Agency vs Freelancer vs In-House: A Brief Comparison
This isn’t a decision with one right answer. It depends on your budget, the complexity of your SEO needs, and how much management bandwidth you have.
Agencies bring a team across disciplines: technical, content, link building, analytics. You get breadth without hiring multiple people. The trade-off is cost and the risk of your account being one of many.
Freelancers offer specialist depth, often at a lower price point. They work well for businesses with specific needs or limited budgets. The trade-off is capacity. One person can only do so much, and if they’re unavailable, work stops.
In-house gives you full control and dedicated focus, but the salary, tools, and training costs add up quickly. It makes sense for larger businesses with enough SEO work to justify a full-time role.
Many businesses start with an agency or freelancer, learn what works, and eventually bring some capability in-house while retaining external support for specialist areas.
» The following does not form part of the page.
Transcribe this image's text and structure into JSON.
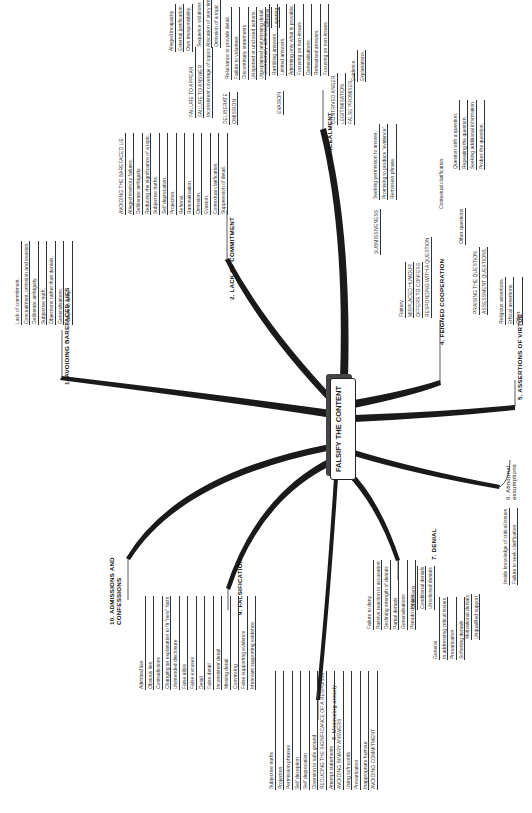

How to Evaluate Case Studies Critically
Agencies love case studies, and they should. But not all case studies are created equal. Here’s how to read them with a critical eye.
Look for context. A 200% increase in organic traffic means very different things depending on whether the starting point was 100 visits a month or 100,000. Percentages without baselines are meaningless.
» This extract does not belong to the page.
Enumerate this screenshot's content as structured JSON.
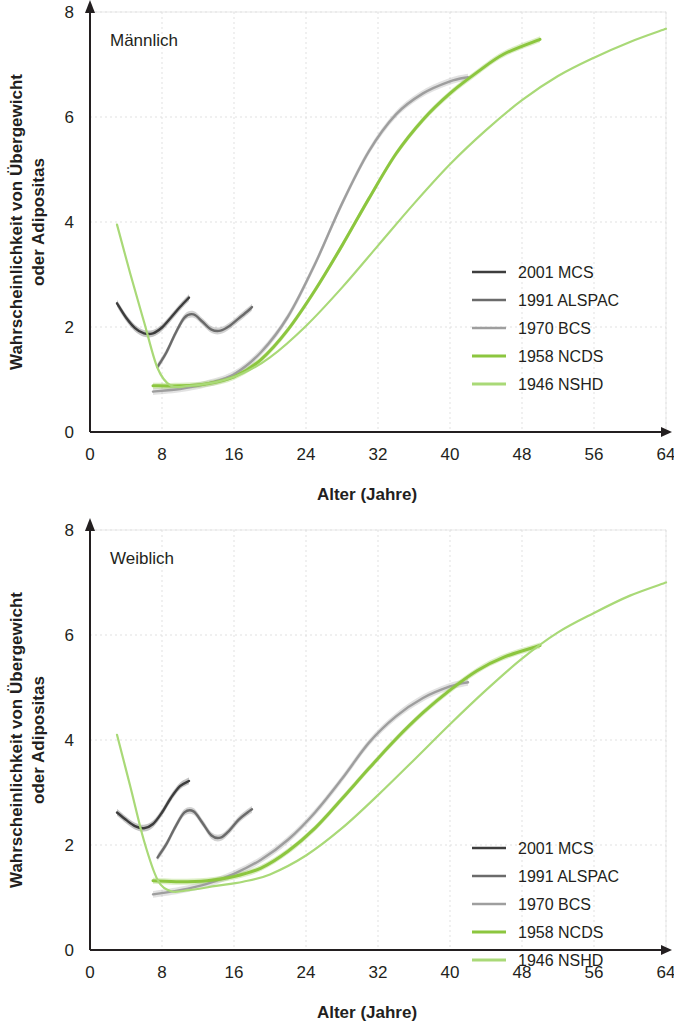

Check the timeframe. Results achieved over two years are very different from results achieved in three months. Both can be legitimate, but the timeframe tells you what to expect.
Ask about the starting point. Was the site brand new? Had it been penalised? Was it an established site that just needed optimisation? The difficulty of the starting position matters enormously.
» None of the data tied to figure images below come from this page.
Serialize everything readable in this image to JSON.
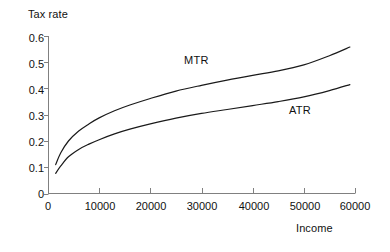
{
  "chart_data": {
    "type": "line",
    "title": "",
    "xlabel": "Income",
    "ylabel": "Tax rate",
    "xlim": [
      0,
      60000
    ],
    "ylim": [
      0,
      0.6
    ],
    "grid": false,
    "legend_position": "inline-annotations",
    "x_ticks": [
      0,
      10000,
      20000,
      30000,
      40000,
      50000,
      60000
    ],
    "x_tick_labels": [
      "0",
      "10000",
      "20000",
      "30000",
      "40000",
      "50000",
      "60000"
    ],
    "y_ticks": [
      0,
      0.1,
      0.2,
      0.3,
      0.4,
      0.5,
      0.6
    ],
    "y_tick_labels": [
      "0",
      "0.1",
      "0.2",
      "0.3",
      "0.4",
      "0.5",
      "0.6"
    ],
    "series": [
      {
        "name": "MTR",
        "label": "MTR",
        "color": "#1a1a1a",
        "x": [
          1500,
          2500,
          4000,
          6000,
          8000,
          10000,
          13000,
          16000,
          20000,
          25000,
          30000,
          35000,
          40000,
          45000,
          50000,
          55000,
          59000
        ],
        "values": [
          0.11,
          0.155,
          0.2,
          0.238,
          0.265,
          0.288,
          0.315,
          0.337,
          0.362,
          0.39,
          0.412,
          0.432,
          0.45,
          0.467,
          0.49,
          0.525,
          0.558
        ]
      },
      {
        "name": "ATR",
        "label": "ATR",
        "color": "#1a1a1a",
        "x": [
          1500,
          2500,
          4000,
          6000,
          8000,
          10000,
          13000,
          16000,
          20000,
          25000,
          30000,
          35000,
          40000,
          45000,
          50000,
          55000,
          59000
        ],
        "values": [
          0.077,
          0.105,
          0.14,
          0.168,
          0.188,
          0.205,
          0.227,
          0.245,
          0.265,
          0.287,
          0.305,
          0.32,
          0.335,
          0.35,
          0.368,
          0.392,
          0.415
        ]
      }
    ],
    "annotations": [
      {
        "text": "MTR",
        "x": 22000,
        "y": 0.525
      },
      {
        "text": "ATR",
        "x": 43000,
        "y": 0.345
      }
    ]
  },
  "axes": {
    "y_title": "Tax rate",
    "x_title": "Income"
  }
}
Look for business outcomes. Traffic is good. Revenue is better. The best case studies connect SEO activity to commercial results: leads generated, sales closed, cost per acquisition reduced.
Ask if the client is still with them. A case study from a client who left six months later tells a different story than one from a client who’s been with the agency for three years.
Search Competitors vs Business Competitors
One thing that catches businesses off guard is the difference between who they compete with commercially and who they compete with in search results. Your biggest business rival might not even rank for the keywords you’re targeting, and the sites that do rank might not be competitors in any traditional sense.
A good agency will conduct a proper competitive analysis that identifies both. Business competitors matter for positioning and messaging. Search competitors matter for SEO strategy, because those are the sites you actually need to outperform in Google’s results.
If an agency’s proposal only references your known business competitors without analysing who actually ranks for your target keywords, they’re missing half the picture.
Making Your Final Decision
Choosing an SEO agency comes down to trust, transparency, and evidence. The green flags and red flags in this guide give you a framework, but ultimately you’re looking for an agency that understands your business, communicates clearly, and can demonstrate that they’ve done this successfully before.
Take your time with the decision. Ask hard questions. Read the contract carefully. And remember that the best agencies don’t need to lock you in. They keep clients by delivering results worth paying for.